The Pacific region is officially experiencing an El Niño event, according to the Australian Bureau of Meteorology, and the US National Oceanic and Atmospheric Administration has announced that Texas and most of the central US is due for more soaking from the vast region of warm water that has developed in the south Pacific. This El Niño is unusual, in that the phenomenon would usually be ending at this time of year. Sea surface temperatures in the eastern equatorial Pacific are continuing to warm, which is expected from an El Niño. The temperature has also risen by 1°C over the past three weeks–an increase not seen since the 1980s, when there were back-to-back El Niño events. The current temperature rise is also rivaling that of the 1997 super El Niño, and the effects are being experienced unexpectedly early in the central US. Since global average temperatures hit new records in 2014, it’s forecast that El Niño may push those records even higher this year, and if this event does result in back-to-back El Niños, 2016 may be even hotter still.

It’s possible that the El Nino will be powerful enough to affect the California drought, but at present the unusually high temperatures in the north central Pacific are forcing it eastward on a southerly track that crosses Mexico and moves up through the Gulf of Mexico into the US. According to NOAA, there is a better than 90% chance that El Nino will continue through the fall, and an 85% chance it will persist into the winter.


» Your objective
Print the listing below exactly.

» Given data
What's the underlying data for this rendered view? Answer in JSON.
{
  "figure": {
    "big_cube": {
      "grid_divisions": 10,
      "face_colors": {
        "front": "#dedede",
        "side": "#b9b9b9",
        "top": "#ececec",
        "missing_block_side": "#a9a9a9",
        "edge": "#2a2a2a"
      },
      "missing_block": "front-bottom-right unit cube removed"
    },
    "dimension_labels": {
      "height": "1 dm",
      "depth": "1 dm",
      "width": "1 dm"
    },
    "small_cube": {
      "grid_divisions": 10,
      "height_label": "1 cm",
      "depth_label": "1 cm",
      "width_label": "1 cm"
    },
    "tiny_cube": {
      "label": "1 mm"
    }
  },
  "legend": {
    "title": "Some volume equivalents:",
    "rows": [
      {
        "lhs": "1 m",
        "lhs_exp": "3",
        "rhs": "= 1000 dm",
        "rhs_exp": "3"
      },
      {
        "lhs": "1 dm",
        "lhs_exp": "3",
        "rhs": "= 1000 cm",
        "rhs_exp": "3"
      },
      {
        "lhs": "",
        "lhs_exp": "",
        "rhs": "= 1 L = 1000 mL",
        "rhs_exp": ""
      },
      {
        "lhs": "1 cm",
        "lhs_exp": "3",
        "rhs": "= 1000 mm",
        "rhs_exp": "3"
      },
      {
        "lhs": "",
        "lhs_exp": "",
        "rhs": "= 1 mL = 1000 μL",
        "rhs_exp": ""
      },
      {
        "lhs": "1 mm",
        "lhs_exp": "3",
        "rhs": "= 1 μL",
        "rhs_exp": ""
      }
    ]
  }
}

» Answer section
What's the underlying data for this rendered view? Answer in JSON.
{
  "figure": {
    "big_cube": {
      "grid_divisions": 10,
      "face_colors": {
        "front": "#dedede",
        "side": "#b9b9b9",
        "top": "#ececec",
        "missing_block_side": "#a9a9a9",
        "edge": "#2a2a2a"
      },
      "missing_block": "front-bottom-right unit cube removed"
    },
    "dimension_labels": {
      "height": "1 dm",
      "depth": "1 dm",
      "width": "1 dm"
    },
    "small_cube": {
      "grid_divisions": 10,
      "height_label": "1 cm",
      "depth_label": "1 cm",
      "width_label": "1 cm"
    },
    "tiny_cube": {
      "label": "1 mm"
    }
  },
  "legend": {
    "title": "Some volume equivalents:",
    "rows": [
      {
        "lhs": "1 m",
        "lhs_exp": "3",
        "rhs": "= 1000 dm",
        "rhs_exp": "3"
      },
      {
        "lhs": "1 dm",
        "lhs_exp": "3",
        "rhs": "= 1000 cm",
        "rhs_exp": "3"
      },
      {
        "lhs": "",
        "lhs_exp": "",
        "rhs": "= 1 L = 1000 mL",
        "rhs_exp": ""
      },
      {
        "lhs": "1 cm",
        "lhs_exp": "3",
        "rhs": "= 1000 mm",
        "rhs_exp": "3"
      },
      {
        "lhs": "",
        "lhs_exp": "",
        "rhs": "= 1 mL = 1000 μL",
        "rhs_exp": ""
      },
      {
        "lhs": "1 mm",
        "lhs_exp": "3",
        "rhs": "= 1 μL",
        "rhs_exp": ""
      }
    ]
  }
}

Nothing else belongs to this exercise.